Anglo-American and the finance sector: exporting abuse

We need to be aware of the impact our government’s policies have well beyond our shores.

By Deborah Doane

 

The helicopters that hovered over London on Wednesday during Thatcher’s funeral had the best birds-eye view of her staggering legacy, including the City of London and Canary Wharf, the latter which she described as being one of the most exciting projects she had ever known.

Julian Coman in the Guardian describes how within six months of her election, exchange controls were lifted and foreign capital flooded into Britain, while the  deregulation of the Stock Exchange in 1986 set in motion the type of unfettered capitalism we know today, with London at its heart.  

But those exchange controls didn’t just lead to foreign capital flooding Britain – it enabled her policies to flood the world in a grand de-regulated tsunami, with British capital riding the wave, often causing undue harm half-way around the world.  

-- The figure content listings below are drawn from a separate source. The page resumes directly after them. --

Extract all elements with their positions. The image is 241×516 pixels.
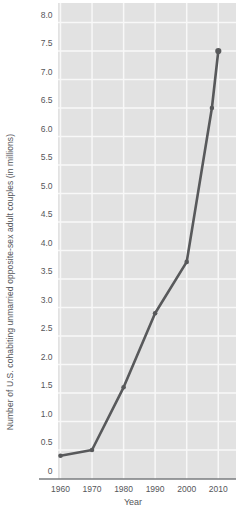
y-tick-label: 4.5 [41, 209, 53, 219]
x-tick-label: 1980 [114, 484, 133, 494]
y-tick-label: 2.5 [41, 323, 53, 333]
cohabitation-line-chart: Number of U.S. cohabiting unmarried oppo… [0, 0, 241, 516]
data-point [153, 311, 158, 316]
data-point [184, 260, 189, 265]
y-tick-label: 8.0 [41, 10, 53, 20]
y-tick-label: 4.0 [41, 238, 53, 248]
y-tick-label: 0.5 [41, 437, 53, 447]
data-point [121, 385, 126, 390]
y-tick-label: 3.5 [41, 266, 53, 276]
data-point [90, 448, 95, 453]
x-tick-label: 2000 [177, 484, 196, 494]
data-point [210, 106, 215, 111]
y-tick-label: 7.5 [41, 38, 53, 48]
y-tick-label: 6.0 [41, 124, 53, 134]
x-tick-label: 1960 [51, 484, 70, 494]
data-point [58, 453, 63, 458]
y-tick-label: 0 [48, 466, 53, 476]
x-tick-label: 1990 [146, 484, 165, 494]
y-tick-label: 7.0 [41, 67, 53, 77]
x-tick-label: 1970 [83, 484, 102, 494]
x-axis-title: Year [124, 497, 142, 507]
plot-panel [58, 3, 236, 479]
data-point [215, 48, 221, 54]
x-tick-label: 2010 [209, 484, 228, 494]
plot-area: 00.51.01.52.02.53.03.54.04.55.05.56.06.5… [0, 0, 241, 516]
y-tick-label: 3.0 [41, 295, 53, 305]
plot-background [58, 3, 236, 479]
y-tick-label: 1.5 [41, 380, 53, 390]
y-tick-label: 6.5 [41, 95, 53, 105]
y-tick-label: 2.0 [41, 352, 53, 362]
y-tick-label: 5.0 [41, 181, 53, 191]
y-tick-label: 1.0 [41, 409, 53, 419]
y-tick-label: 5.5 [41, 152, 53, 162]
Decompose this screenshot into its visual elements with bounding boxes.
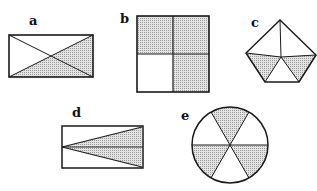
figure-a-label: a (29, 14, 37, 27)
figure-b (137, 16, 209, 92)
figure-d (62, 126, 143, 168)
fraction-figures (0, 0, 317, 191)
figure-d-label: d (72, 106, 81, 119)
figure-c-label: c (251, 16, 259, 29)
figure-e (192, 107, 268, 183)
figure-a (9, 35, 93, 77)
figure-b-label: b (120, 12, 129, 25)
figure-e-label: e (181, 109, 189, 122)
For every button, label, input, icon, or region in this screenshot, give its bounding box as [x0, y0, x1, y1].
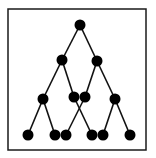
tree-edge — [62, 60, 74, 97]
tree-node — [75, 20, 86, 31]
tree-node — [98, 130, 109, 141]
tree-edge — [80, 25, 97, 61]
tree-node — [38, 94, 49, 105]
tree-node — [69, 92, 80, 103]
tree-edge — [28, 99, 43, 135]
tree-edge — [115, 99, 130, 135]
tree-edge — [43, 99, 55, 135]
tree-node — [50, 130, 61, 141]
tree-edge — [85, 61, 97, 97]
tree-node — [61, 130, 72, 141]
tree-node — [125, 130, 136, 141]
tree-edges — [28, 25, 130, 135]
tree-edge — [97, 61, 115, 99]
tree-edge — [62, 25, 80, 60]
tree-node — [87, 130, 98, 141]
tree-edge — [43, 60, 62, 99]
tree-nodes — [23, 20, 136, 141]
tree-node — [92, 56, 103, 67]
tree-node — [23, 130, 34, 141]
tree-edge — [103, 99, 115, 135]
tree-node — [110, 94, 121, 105]
tree-node — [57, 55, 68, 66]
tree-node — [80, 92, 91, 103]
tree-diagram — [0, 0, 156, 158]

Friday sees the AGM of British mining giant Anglo-American, perfectly facilitated by such policies which enabled the company to ride rough-shod over human rights and the environment. Last month Anglo-American signed a $5bn loan agreement with 28 banks, including the five biggest UK banks: Barclays, HSBC, Lloyds TSB, RBS and Standard Chartered. With the company’s annual revenue almost reaching $33bn last year, this new injection of cash will increase Anglo American’s destructive capacity by 15 per cent.

Anglo-American, alongside BHP Billiton and Xstrata, owns Latin America’s biggest coal mine, the Cerrejón mine in Colombia. The mine was established on the land of indigenous and Afro-Colombian people without their consent, and the residents of several villages were evicted without compensation. Cerrejón continues to pollute the land of people living in the area, destroying their livelihoods, health and well-being. The company was recently forced to shelve plans to expand the mine and divert the region’s only major river following protests by local people and by mine workers. Coal mining projects such as Cerrejón also cause huge carbon emissions.

In South Africa, where Anglo-American has mined gold for many decades, with almost complete impunity, the company is currently facing three separate legal cases brought by miners suffering from the lung disease silicosis.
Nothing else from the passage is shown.